THE building products manufacturers James Hardie and CSR have been accused in court of joining forces during the 1960s and ’70s in a bid to dissuade regulatory authorities from restricting or controlling the use of their potentially lethal asbestos products.

The court has also heard allegations that James Hardie and CSR deliberately did not mark their company names on asbestos-laden products so that they could conceal which company manufactured them – a move which, the court heard, would make it harder to identify which company had liability for future claims of potential injury or disease.

The allegations emerged on Friday before Justice Terry Forrest in the Victorian Supreme Court during preliminary proceedings ahead of a trial in which a Melbourne man, Robert Berengo, is claiming damages from James Hardie’s asbestos liability fund, Amaca, and from CSR.

The fresh allegations come just days after Justice Margaret Stone in the Federal Court in Sydney cruelled CSR’s plans to spin off its sugar business, citing concerns about the company’s future ability to meet asbestos-related claims.

Justice Forrest will decide tomorrow if Mr Berengo’s lawyers can amend his statement of claim to incorporate the new allegations of collusive behaviour.
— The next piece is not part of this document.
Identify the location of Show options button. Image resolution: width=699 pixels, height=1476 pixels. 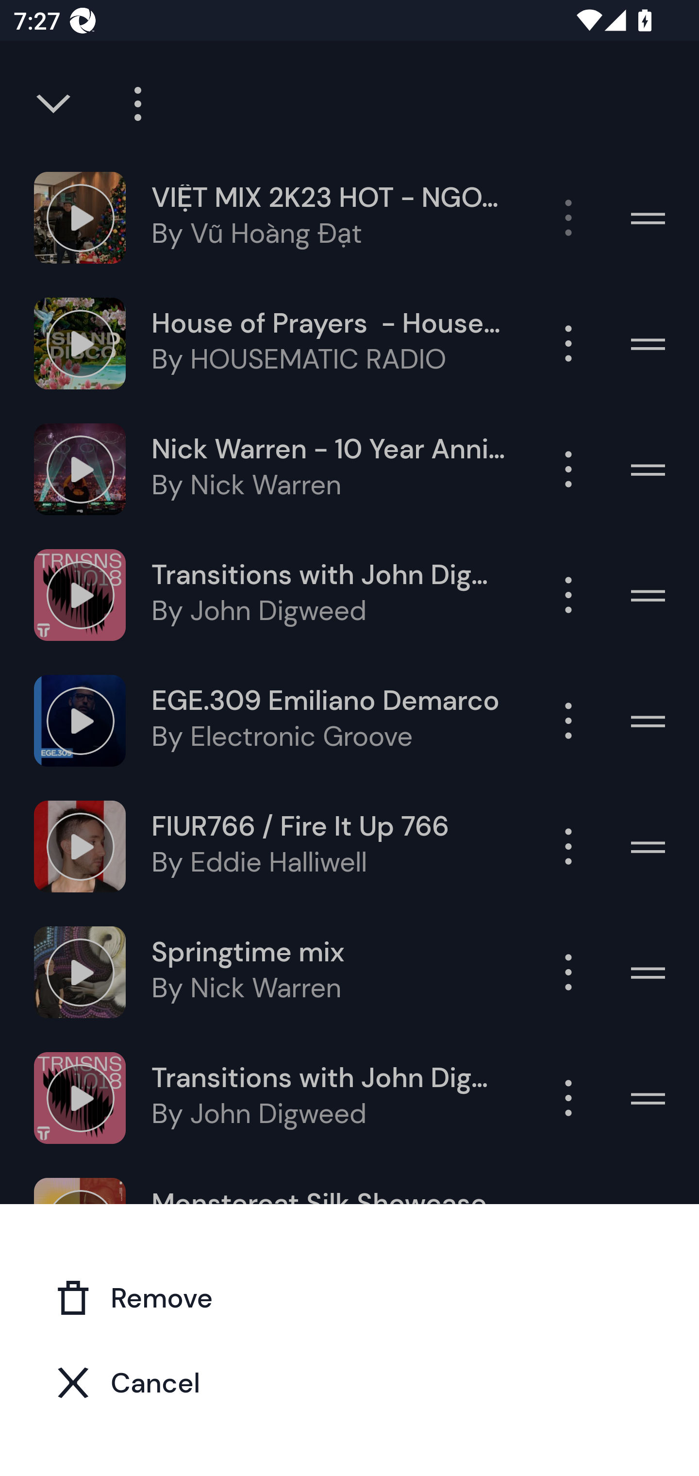
(568, 846).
If the judge allows the allegations to proceed, it may pave a new route for claimants in asbestos-related cases who often struggle to prove which of the two Australian asbestos manufacturers was responsible for products that caused their asbestosis or mesothelioma.
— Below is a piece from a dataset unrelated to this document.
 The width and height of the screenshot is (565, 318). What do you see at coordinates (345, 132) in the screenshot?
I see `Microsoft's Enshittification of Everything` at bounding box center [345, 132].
Counsel for both James Hardie and CSR criticised the form of the proposed amendments, with Graeme Uren, QC, for CSR describing them in court as ”a porridge of assertions that don’t lend easily to a legal conclusion”.

Mr Berengo was a young boy in the early 1970s when he accompanied his father, a builder, to properties where asbestos-cement sheeting and other asbestos products would be sanded, altered or removed.

The proposed allegations are that James Hardie and CSR, which owned Wunderlich, had an agreement or arrangement about how they would influence Australian public opinion and regulatory authorities in the 1970s, and that they co-ordinated their lobbying of authorities and responses to media articles to stifle public concerns about asbestos.

Counsel for Mr Berengo, John Gordon, told the court that his client planned to allege that ”over a considerable period of time, the two companies … formed arrangements, agreements or an understanding to act together to influence the public debate on the dangers of asbestos, and to influence regulatory authorities on the control of, and the use of, the asbestos”.

He said that, as a result, the public was not warned by the companies of the risks and dangers of using asbestos products.

CSR sold Wunderlich to James Hardie in 1976. The case is due to begin on February 15.